By Elizabeth Crawford
America Magazine hosts an event at odds with the church’s teaching.
Archbishop John C. Wester of the Sante Fe diocese called the voices of LGBTQ Catholics “prophetic” at Outreach 2023, an LGBTQ Catholic ministry conference hosted by America Magazine.The conference “gathers LGBTQ lay people, clergy, scholars, artists, educators, students, and family members to build community, share best practices and worship together,” according to Outreach’s website. The conference topics ranged from “The Catholic Lesbian Experience” to “LGBTQ Clergy and Religious.” (READ MORE: My Religion is Not Your Costume)
America Magazine, a Jesuit publication, has often flirted with heretical positions, though it has shied away from outright contradicting Church teaching. However, at this conference, its staff did not mince words.
While introducing one of the keynote speakers at the event, editor-at-large and Jesuit priest James Martin spoke of Outreach’s role in collaborating with other LGBTQ organizations, such as Dignity USA and New Ways Ministries.
“Outreach tries to amplify voices and bring people together,” Martin said.
Marianne Duddy-Burke, executive director of Dignity USA, said that Dignity helped “integrate” her sexual orientation with her faith after her Newman center — a ministry for college Catholics — deemed her “unfit” for leadership because of her lesbian sexual orientation.
Dignity USA asserts that “gay, lesbian, bisexual, transgender, queer, and intersex persons can express their sexuality and gender identities and expressions in a manner that is consonant with Christ’s teaching.”
“Dignity has held positions different from the institutional teachings of the Church,” Duddy-Burke said. “And that’s true today.”
The Catholic Church’s position on homosexuality maintains that homosexual acts are “intrinsically disordered” and that those with “homosexual tendencies” should seek to live a life of chastity in conformity with the will of God.
“[Homosexual acts] are contrary to the natural law,” the Catechism of the Catholic Church states. “They close the sexual act to the gift of life. They do not proceed from a genuine affective and sexual complementarity. Under no circumstances can they be approved.”
However, as Duddy-Burke related the history of Dignity USA and the response of its younger members, she defended the group’s position, despite its violation of the Church’s teaching.
“They responded generously, articulately, and with a palpable love for their faith and community,” Duddy-Burke said. “It is impossible for me to describe their contributions as anything other than scripture.”

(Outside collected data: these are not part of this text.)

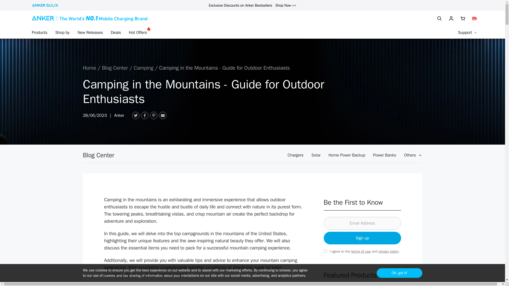 This screenshot has width=509, height=286. I want to click on Share this on Facebook, so click(145, 115).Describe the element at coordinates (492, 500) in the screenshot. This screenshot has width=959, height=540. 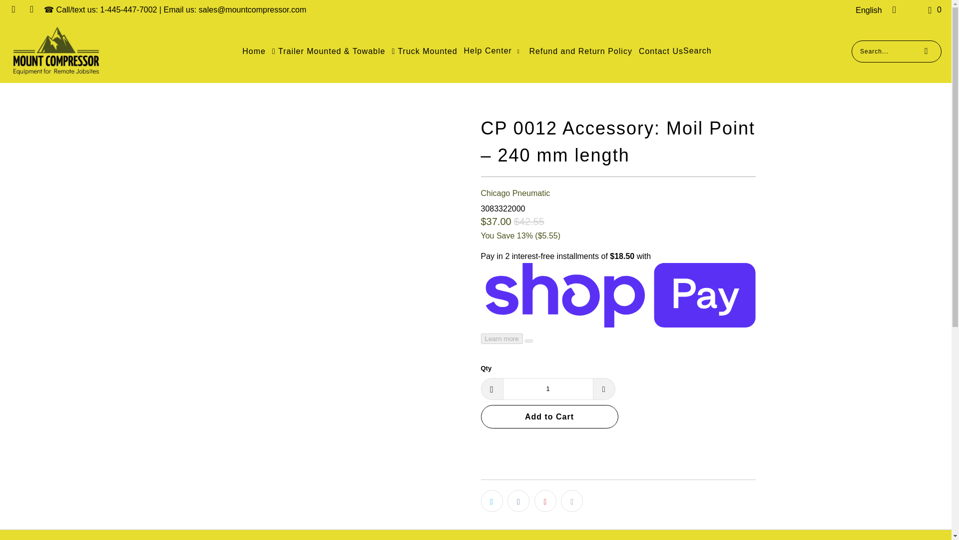
I see `Share this on Twitter` at that location.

Duddy-Burke highlighted one of the organization’s prominent early members, Bob Fournier, as an example of boldness. Fournier would later publish an article with Dignity hinting at a homosexual relationship between Jesus and John, the beloved disciple.
“Since we have no evidence of a close friendship with any woman in Christ’s life, there are some who claim that his recognized deep friendship with John was a homosexual relationship,” Fournier wrote. “These people, of course, see nothing wrong with homosexuality. Their claim is an effort to show the full human nature of Christ and the full use of human love.”
At the conference’s closing, Fr. Martin gave a homily claiming that “every single person here, in this church, has at some point realized that God is inviting him, her, or them into a relationship with God.”
Another controversial attendee — religious sister Jeannine Gramick of New Ways Ministries — recently penned a letter in support of the Sisters of Perpetual Indulgence, a group of drag queens impersonating nuns. The LA Dodgers had invited the group to perform at their annual Pride Event.
“While I am uncomfortable with the Sisters of Perpetual Indulgence using the nuns’ old garb to draw attention to bigotry, whether Catholic or not, there is a hierarchy of values in this situation,” Gramick wrote. “The choice of clothing, even if offensive to some, can never trump the works of mercy.”